Warli on a bulletin board

Messy beds,unattended piles of laundry,stray posters of music bands and artistes on the walls,some essential pots and mugs peeping from the clutter – expectations from a hostel room or a singleton’s pad may have these as props.

Replicas of masters and other beautiful specimens of art on hostel walls and in bachelor pads democratise art appreciation

Messy beds,unattended piles of laundry,stray posters of music bands and artistes on the walls,some essential pots and mugs peeping from the clutter – expectations from a hostel room or a singleton’s pad may have these as props. But once in a while,you could be surprised with by an artistic gem. Peeling walls are adorned with replicas of artworks by masters like Van Gogh or Raja Ravi Varma,or one spots a handcrafted masterpiece on the study table.

Replicas of Andy Warhol’s iconic portraits and Raja Ravi Verma’s classic kitschy art are easily available with the street vendors and priced at budgetary levels.
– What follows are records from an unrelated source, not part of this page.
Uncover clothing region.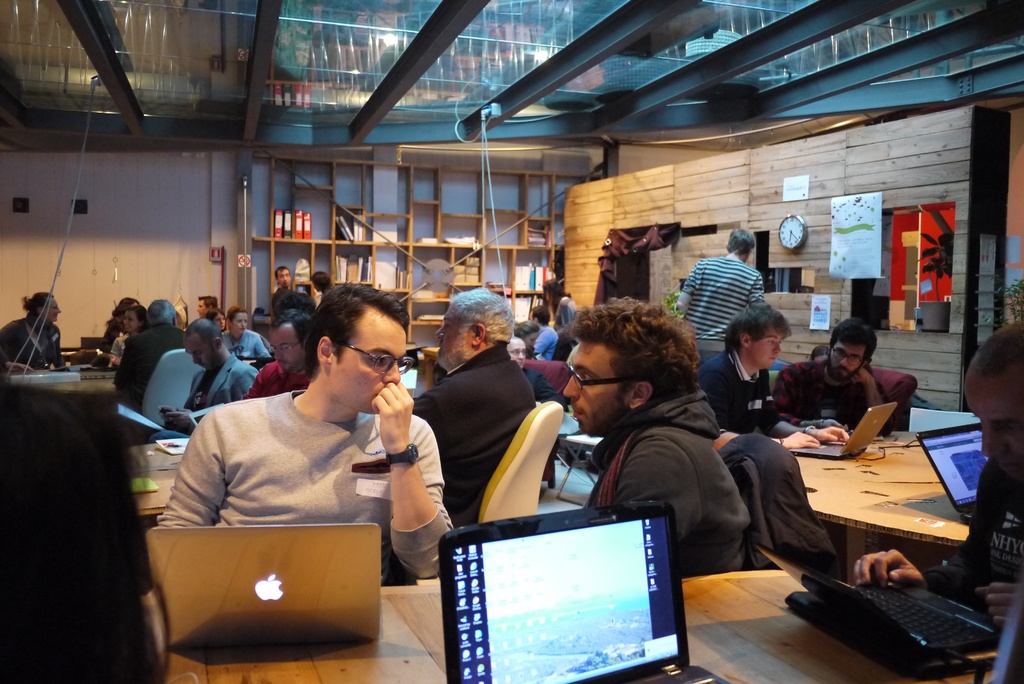
Uncovered: {"left": 4, "top": 317, "right": 59, "bottom": 377}.
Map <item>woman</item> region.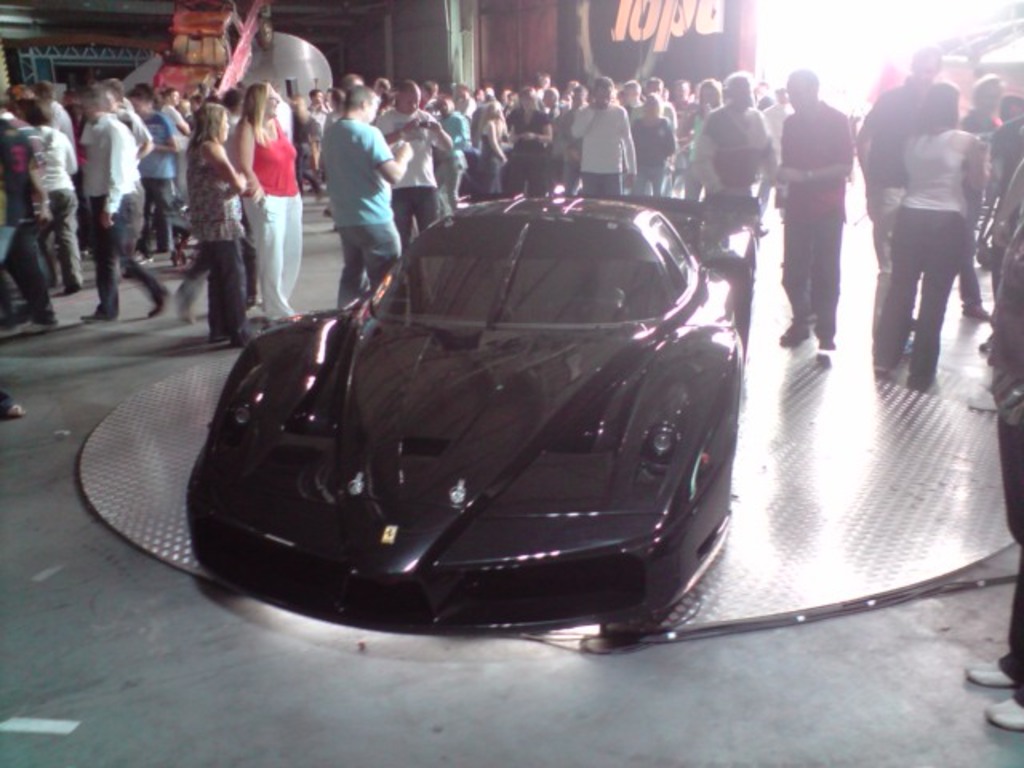
Mapped to [left=18, top=99, right=86, bottom=291].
Wall hangings,key chains and little show pieces of Madhubani and Warli art are the staples of handicraft exhibitions. Clamouring for opportunities to display them are students and other young patrons with an appetite for art . Twenty-four-year-old Namita Shah is one such shopper. “I would not want to put up something that is very expensive and get bored of it soon. I would rather have a piece that appeals to me and is made differently from the usual. I cannot claim to have the knowledge of any classic artist’s works,but I get what I like,” says Shah. Shah plans to open a store that would cater to art lovers like her.

Mumbai-based media professional Anuradha Bose livened up her hostel room in a top journalism college in Chennai last year by making sure what she loved was up on the walls. “We would print out photographs of bands that we liked,and put them up. A tech savvy friend was awesome at photoshopping,and he would make illustrations or cartoons of bands and so on for me that would also go up on the wall,” Bose says.

As people like Bose invariably show,expressing one’s appreciation for an art form needn’t be stifled by finances. If you admire it,you will find an economical way to have it within your eye-shot. As standard XII student Pallavi Ram from Delhi would tell you,basking in the glow of Starry Starry Night ,“My brother is an admirer of Van Gogh,so he got a printout of this famous painting and framed it. Once,we even cut out a picture of ‘Bharatmata’ by M F Hussain when it appeared in one of the newspapers and put it up on the wall,” recounts Ram. She even gets black and white prints of Madhubani,fills colours into them and gets them printed onto colourful paper. “I even do my own art work,a bit of Warli painting for my bulletin board,” she laughs.

Media professional Karthik Ahuja is an avid lover of classical Indian music. Not a surprise then,that a caricature of the Late Pandit Bhimsen Joshi,picked up at last year’s Baaja Gaaja festival,rules in his “little cabin-fever-inducing space” in Pune. “Waiting to be put up are also a couple of oil paintings that I picked at a beach in Port Elizabeth,a place full of chaps selling you paintings on the sidewalk. I’ve also been thinking of printing some of the photographs I’ve taken over time,and putting those on the wall,” Ahuja says. In true filmy style,he had also sent a poster of Kashmir ki Kali to his retro-films loving parents on their wedding anniversary,hoping it would crawl up their wall.